Why does this “kitchen sink” strategy work for Best Buy where it seems to have failed for Barnes & Noble? Perhaps because Best Buy was effectively diversified already. It did sell a lot of movies and music, to be sure, but they weren’t the only basket where it kept its eggs. When those eggs started to spoil, it could simply shrink that basket and pick up some new ones. And offering dedicated kiosk space to related businesses, rather than just pitching their items onto another shelf, is a great way to build synergy and really add some value to their store.

Amazon and Google home assistant accessories have their own island kiosks.
Amazon and Google home assistant accessories have their own island kiosks.

People associate Best Buy with neat techie stuff in general—so if someone’s shopping for video games, it’s not that much of a stretch to imagine they might be interested in other toys, too. If someone wants a new Kindle, perhaps they might also grab an unlocked smartphone (and download the Kindle Reader app onto it). But people know Barnes & Noble as a bookstore. If they stop in for a paper book, why would they also want a toy, or a bottle of wine, or whatever?

In my last look at Best Buy, I wondered whether its new strategy could serve as a blueprint to help the flailing Barnes & Noble. But given these factors, I now have to suppose it’s doubtful. Barnes & Noble can’t pricematch competitors (indeed, for the longest time it couldn’t even pricematch its own web site), and people don’t come to that kind of store looking for a “kitchen sink” experience they way they do a big-box outlet like Best Buy.

Can B&N adapt to the shifting retail market? It’s anybody’s guess, but my Magic 8-Ball told me “Outlook not so good.”

On a not necessarily unrelated note, Amazon has announced that by the end of April, it’s going to close all of the 87 pop-up stores it was operating in Whole Foods, Kohl’s, and malls in 21 states. Instead, it will open more full-sized brick-and-mortar outlet locations like its Amazon Books and Amazon 4-Star stores. This seems to suggest that Amazon sees a future in brick-and-mortar retail.

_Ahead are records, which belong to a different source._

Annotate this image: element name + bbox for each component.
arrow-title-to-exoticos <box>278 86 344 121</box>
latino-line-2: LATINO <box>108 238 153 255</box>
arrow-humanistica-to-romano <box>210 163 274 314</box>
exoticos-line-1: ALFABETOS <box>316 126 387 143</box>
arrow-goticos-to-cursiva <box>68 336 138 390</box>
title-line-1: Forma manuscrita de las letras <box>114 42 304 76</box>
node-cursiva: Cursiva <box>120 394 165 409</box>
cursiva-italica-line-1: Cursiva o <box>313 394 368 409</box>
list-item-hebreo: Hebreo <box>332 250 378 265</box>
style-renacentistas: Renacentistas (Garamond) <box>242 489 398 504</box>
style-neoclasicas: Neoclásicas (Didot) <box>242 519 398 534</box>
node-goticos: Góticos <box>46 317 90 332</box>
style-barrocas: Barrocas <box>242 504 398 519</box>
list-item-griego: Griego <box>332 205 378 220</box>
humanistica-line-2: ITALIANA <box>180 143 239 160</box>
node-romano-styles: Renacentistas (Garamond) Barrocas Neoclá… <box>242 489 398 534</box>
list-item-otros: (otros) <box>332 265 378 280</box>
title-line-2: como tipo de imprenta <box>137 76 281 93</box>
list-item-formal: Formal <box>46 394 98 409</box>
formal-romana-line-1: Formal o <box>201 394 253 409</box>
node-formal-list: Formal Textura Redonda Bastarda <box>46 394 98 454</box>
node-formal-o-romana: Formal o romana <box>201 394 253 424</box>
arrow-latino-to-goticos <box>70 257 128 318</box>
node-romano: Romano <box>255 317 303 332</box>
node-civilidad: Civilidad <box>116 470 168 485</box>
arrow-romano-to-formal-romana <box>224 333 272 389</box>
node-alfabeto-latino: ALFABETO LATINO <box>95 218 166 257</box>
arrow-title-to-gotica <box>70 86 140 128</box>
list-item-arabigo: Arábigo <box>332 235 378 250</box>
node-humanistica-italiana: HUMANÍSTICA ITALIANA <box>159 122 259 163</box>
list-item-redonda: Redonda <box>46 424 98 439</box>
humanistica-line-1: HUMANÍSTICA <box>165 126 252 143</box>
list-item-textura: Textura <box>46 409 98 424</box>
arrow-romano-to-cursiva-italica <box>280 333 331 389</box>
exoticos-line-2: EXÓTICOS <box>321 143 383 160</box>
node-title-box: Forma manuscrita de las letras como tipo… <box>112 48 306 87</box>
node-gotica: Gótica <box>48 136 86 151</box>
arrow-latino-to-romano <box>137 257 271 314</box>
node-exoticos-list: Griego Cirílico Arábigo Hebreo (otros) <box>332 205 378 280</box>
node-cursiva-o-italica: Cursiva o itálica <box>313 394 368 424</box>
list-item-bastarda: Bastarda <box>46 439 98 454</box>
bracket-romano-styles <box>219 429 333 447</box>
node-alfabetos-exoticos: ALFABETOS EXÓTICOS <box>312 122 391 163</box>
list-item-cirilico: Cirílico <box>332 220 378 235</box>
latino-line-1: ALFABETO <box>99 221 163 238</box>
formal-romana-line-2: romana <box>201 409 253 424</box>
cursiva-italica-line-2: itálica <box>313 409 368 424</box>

This might seem odd, given that it is largely online retail (and web hosting) that made Amazon the monster that it is today, but Amazon is also a master of crunching numbers. It’s run a handful of brick and mortar stores for some time already, in addition to the aforementioned 87 pop-up stores and its product placement in Best Buys and other such places. The numbers it’s gotten from all that retail experience will give Amazon a lot clearer picture of the future than that Magic 8-Ball would. If Amazon thinks it has a future in brick-and-mortar retail, then it could very well be right.

Does that bode ill for places currently stocking the Kindle, like Best Buy, or retail outlets like Kohl’s that have been participating in a pilot program to accept Amazon returns at their stores? Probably not immediately—it could take time to build out a brick-and-mortar chain of any great size. Amazon can’t be everywhere, and it would probably prefer to sell its devices anywhere it can. But still, it’s an interesting reminder that change is one of the only constants in the retail industry—and that change is going to keep right on happening.